Sinlung /
05 September 2013

Mizoram Likely To Restart Reang Refugees' Rehabilitation

Aizawl/Agartala, Sep 5 : The Mizoram government is likely to initiate the return of the 37,000 tribal refugees sheltering in Tripura for almost 16 years from this month, officials said Wednesday.

"I have called a meeting of officials concerned Sep 9. In the meeting, the schedule of repatriation of refugees would be finalised. We want to restart the repatriation from this month," Deputy Commissioner V. Lalremthanga of Mizoram's Mamit district told IANS over phone.

In an earlier round of repatriation of refugees, nearly 4,500 people were rehabilitated in Mizoram from Tripura. That process was stalled after differences arose over the terms of the repatriation.

Mizoram home department joint secretary Lalbiakzama told reporters in Aizawl Monday that the Mizoram government has approached the Food Corporation of India (FCI) to allocate additional quantities of rice for the returning refugees.

"Unless we get the additional quantities of rice for the tribal refugees, how can we provide them free ration for one year?" Lalbiakzama asked.

District civil supplies officer K.P. Mathew said that the quantity of rice needed would depend upon how many refugees return to Mizoram.

The tribal Reang refugees, locally called 'Bru', had fled their homes in several villages in Mamit district in western Mizoram in October 1997 after ethnic clashes with the majority Mizos over the killing of a Mizo forest official.

Tripura's revenue department secretary Swapan Saha told reporters in Agartala that the union home ministry has recently once again asked the Mizoram government to take back all the 37,000 tribal refugees, living in six makeshift camps in Kanchanpur sub-division of north Tripura, 180 km north of Agartala.

He said: "In a separate letter, Tripura Chief Secretary Sanjay Kumar Panda requested his Mizoram counterpart (L. Tochhong) to take suitable steps so that refugees could go back home."

Tripura Chief Minister Manik Sarkar met Prime Minister Manmohan Singh and union Home Minister Sushilkumar Shinde in New Delhi in July and requested their intervention.

Sarkar, also holds the home portfolio in Tripura, told both the prime minister and the union home minister that "continuous presence for over 16 years of refugees from Mizoram has been a matter of concern for Tripura".

"The long stay has its own socio-economic and law and order problems. The state government is providing necessary support for early repatriation of these families. However, the process has been extremely slow," said Sarkar.

The refugees have been insisting that without a formal agreement between the central government and the state governments of Mizoram and Tripura and also the tribal leaders, their rehabilitation will remain uncertain.

The leaders of the refugees have sent several memoranda to the prime minister and the union home minister in support of their 18-point charter of demands, which include safety and security of the returning refugees, free rations for one year and financial assistance to restart cultivation.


- _Assignment_:
Copy every line of the listing that holds the string "with".

- _Material to process_:

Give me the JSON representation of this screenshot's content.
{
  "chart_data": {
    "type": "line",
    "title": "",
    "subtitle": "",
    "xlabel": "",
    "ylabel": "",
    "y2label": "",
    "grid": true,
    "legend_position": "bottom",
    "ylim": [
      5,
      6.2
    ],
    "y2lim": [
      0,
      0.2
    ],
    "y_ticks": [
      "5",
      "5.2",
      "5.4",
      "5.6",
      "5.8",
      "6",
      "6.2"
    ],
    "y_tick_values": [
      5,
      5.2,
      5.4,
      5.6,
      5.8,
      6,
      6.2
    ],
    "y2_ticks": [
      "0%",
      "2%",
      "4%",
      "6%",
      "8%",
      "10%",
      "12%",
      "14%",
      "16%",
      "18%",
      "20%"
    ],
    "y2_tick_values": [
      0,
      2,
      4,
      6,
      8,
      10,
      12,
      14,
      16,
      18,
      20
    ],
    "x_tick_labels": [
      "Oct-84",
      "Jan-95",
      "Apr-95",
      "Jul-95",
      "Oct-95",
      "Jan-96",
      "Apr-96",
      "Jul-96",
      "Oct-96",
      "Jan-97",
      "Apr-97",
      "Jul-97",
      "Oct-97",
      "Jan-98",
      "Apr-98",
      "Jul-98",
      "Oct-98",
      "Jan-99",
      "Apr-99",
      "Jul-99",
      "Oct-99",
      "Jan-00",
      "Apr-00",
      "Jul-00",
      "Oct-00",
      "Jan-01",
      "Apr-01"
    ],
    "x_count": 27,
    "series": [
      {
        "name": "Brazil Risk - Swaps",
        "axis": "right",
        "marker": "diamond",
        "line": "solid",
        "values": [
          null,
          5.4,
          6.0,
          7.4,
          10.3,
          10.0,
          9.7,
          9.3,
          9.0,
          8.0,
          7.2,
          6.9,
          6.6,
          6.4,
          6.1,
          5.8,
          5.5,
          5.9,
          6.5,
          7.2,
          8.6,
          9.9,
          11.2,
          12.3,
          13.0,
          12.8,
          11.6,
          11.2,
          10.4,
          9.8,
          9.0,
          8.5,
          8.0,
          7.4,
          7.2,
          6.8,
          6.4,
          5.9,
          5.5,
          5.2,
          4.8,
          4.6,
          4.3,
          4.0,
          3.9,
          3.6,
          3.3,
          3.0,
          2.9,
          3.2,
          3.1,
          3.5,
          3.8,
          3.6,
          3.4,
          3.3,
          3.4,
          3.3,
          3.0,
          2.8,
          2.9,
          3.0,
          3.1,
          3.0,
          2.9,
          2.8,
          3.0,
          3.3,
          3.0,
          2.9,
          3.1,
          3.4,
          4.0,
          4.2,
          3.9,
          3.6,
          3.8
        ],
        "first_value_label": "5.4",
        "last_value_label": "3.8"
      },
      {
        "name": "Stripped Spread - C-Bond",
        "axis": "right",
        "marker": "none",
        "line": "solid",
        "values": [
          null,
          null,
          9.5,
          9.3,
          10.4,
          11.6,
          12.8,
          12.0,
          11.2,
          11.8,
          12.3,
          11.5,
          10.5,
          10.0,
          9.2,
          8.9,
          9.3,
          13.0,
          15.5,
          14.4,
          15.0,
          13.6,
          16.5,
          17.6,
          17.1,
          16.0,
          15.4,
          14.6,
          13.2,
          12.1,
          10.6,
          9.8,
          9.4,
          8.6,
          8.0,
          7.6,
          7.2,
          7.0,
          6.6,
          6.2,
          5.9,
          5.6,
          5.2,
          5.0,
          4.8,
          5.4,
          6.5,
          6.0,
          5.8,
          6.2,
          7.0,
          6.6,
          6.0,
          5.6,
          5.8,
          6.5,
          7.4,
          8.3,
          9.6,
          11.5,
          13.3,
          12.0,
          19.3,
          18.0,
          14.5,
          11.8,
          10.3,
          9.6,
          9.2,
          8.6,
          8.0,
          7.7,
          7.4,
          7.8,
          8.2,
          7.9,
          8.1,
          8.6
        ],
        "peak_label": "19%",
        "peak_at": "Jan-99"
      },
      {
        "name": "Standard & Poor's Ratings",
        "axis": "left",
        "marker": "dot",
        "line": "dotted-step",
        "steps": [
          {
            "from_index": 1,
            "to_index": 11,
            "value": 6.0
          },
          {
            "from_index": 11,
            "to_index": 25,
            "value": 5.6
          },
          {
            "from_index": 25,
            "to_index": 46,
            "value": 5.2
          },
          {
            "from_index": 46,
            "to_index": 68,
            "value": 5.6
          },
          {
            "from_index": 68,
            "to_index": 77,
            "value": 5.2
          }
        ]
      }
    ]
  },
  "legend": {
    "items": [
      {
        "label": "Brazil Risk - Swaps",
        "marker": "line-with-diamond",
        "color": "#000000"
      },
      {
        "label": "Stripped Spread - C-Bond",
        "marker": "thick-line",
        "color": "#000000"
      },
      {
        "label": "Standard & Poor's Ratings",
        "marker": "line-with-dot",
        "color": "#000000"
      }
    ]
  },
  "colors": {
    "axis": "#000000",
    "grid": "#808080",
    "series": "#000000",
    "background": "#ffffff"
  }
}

- _Task solution_:
        "marker": "line-with-diamond",
        "marker": "line-with-dot",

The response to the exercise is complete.